The previous poster has a better solution. Stabilize Africa, starting with countries like Zimbabwe that are held back economically by idiots like Mugabe. If that means by force then so be it. No more double standards for African countries, no more fuzzy-headed wishful thinking, no more blaming the west / colonialism for every little thing that goes wrong there. Admit that many African governments just plain stink and only exist to enrich the people at the top.
Posted by: Anon | March 31, 2008 at 10:48 PM
"... no more blaming the west / colonialism for every little thing that goes wrong there. Admit that many African governments just plain stink and only exist to enrich the people at the top."
Can you really not make the connection between colonialism and governments that only exist to enrich the people at the top?
Posted by: Vim | April 01, 2008 at 12:00 AM
Hey, I'm all for blaming Africa and America last. But we should at least think about the consequences of eating meat.
My source is Wikipedia.
Consider a rancher whose cattle feeds on crop waste and drinks water from a river that is not near any arable farmland. If you banned meat, from this rancher you would not have any net gain of grain. You would just be eliminating a source of protein as well as an economic resource. This is the key flaw in your assumption, that meat producers compete for the same resources as grain producers. Sometimes they do, sometimes they don't. Thus claiming that a massive switch to vegetarianism will feed more people is simplistic and myopic. It's just another way of trying to guilt people into becoming vegetarian.

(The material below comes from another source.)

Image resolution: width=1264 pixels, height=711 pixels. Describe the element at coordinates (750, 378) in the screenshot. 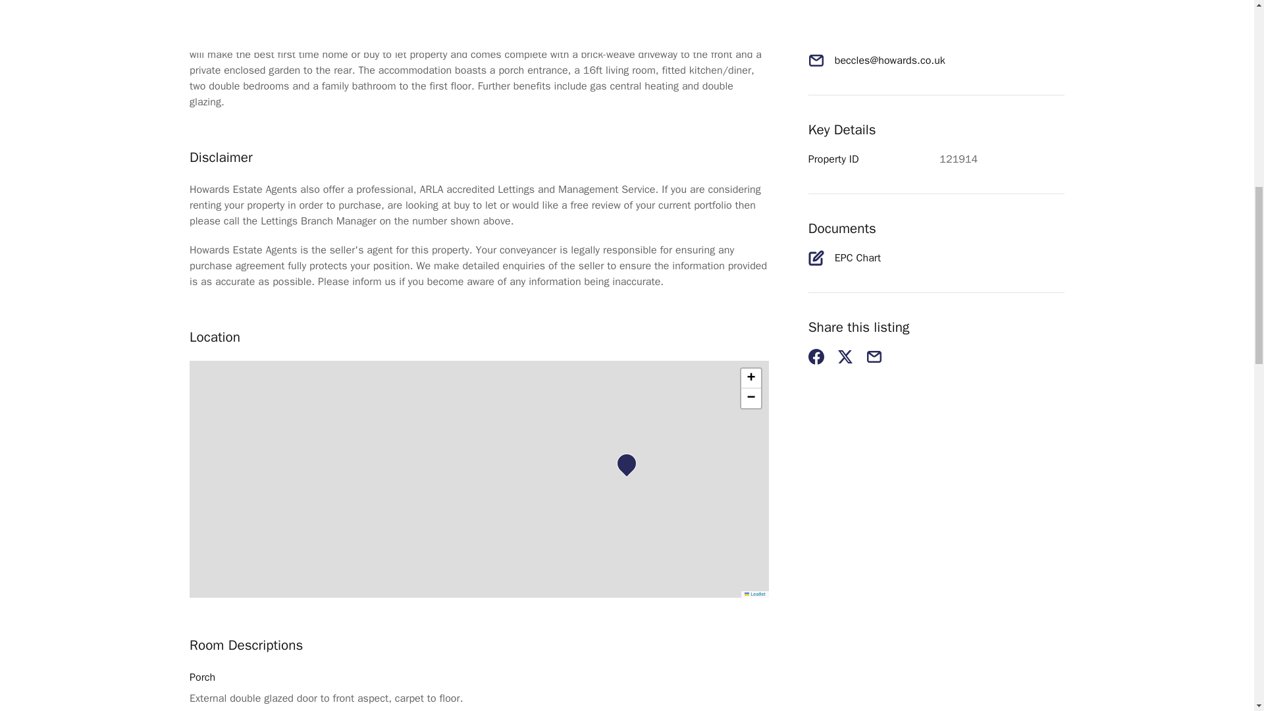

I see `Zoom in` at that location.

Not quite. If all cattle was free roaming, then sure. But factory farming, which is the bulk of the meat industry, does compete directly with human consumption.
Countries like Brazil can no longer export beef either because we're all vegetarian. You've killed off an entire industry and flooded the market with cheap grains.
With the emergence of China, food prices are going to increase throughout the world. And given the US's gigantic trade deficit, exporting food isn't such a bad thing anyway. Sure Zimbabwe used to be a breadbasket, but for now, their comparative advantage lies in raw materials.
Posted by: John Smith | April 01, 2008 at 01:23 AM
Sure Zimbabwe used to be a breadbasket, but for now, their comparative advantage lies in raw materials.
So they can't feed themselves, but they've got plenty of raw materials? Problem solved I guess. If South Africa can't keep the lights on in the mines, what makes you think Zimbabwe will do any better? Please refer to my above post again for what the problem is. They will just move from one disaster to the next.
Posted by: | April 01, 2008 at 10:50 AM
Not quite. If all cattle was free roaming, then sure. But factory farming, which is the bulk of the meat industry, does compete directly with human consumption.
It's not just cattle, pigs and chickens are often raised on waste. There are also cases where crops would not be as cost effective to grow if animal farms were not nearby.
If you banned meat you would be eliminating sources of protein that are produced with a low energy input. Consider a remote village where locally caught fish is the main source of protein. It would hardly make sense to ship out soy cakes to such a village when they already have a sustainable source.
But then this conversation is totally pointless anyways, since even if the U.S. went vegetarian you would still have 1.3 billion Chinese eating pork fried rice. Would you try to convert them too or should only Westerners take part in meat abstention? Why do so many people believe that the West could solve the world's problems through individual sacrifice? It is almost as if a quarter of white people are born to be catholic or liberal.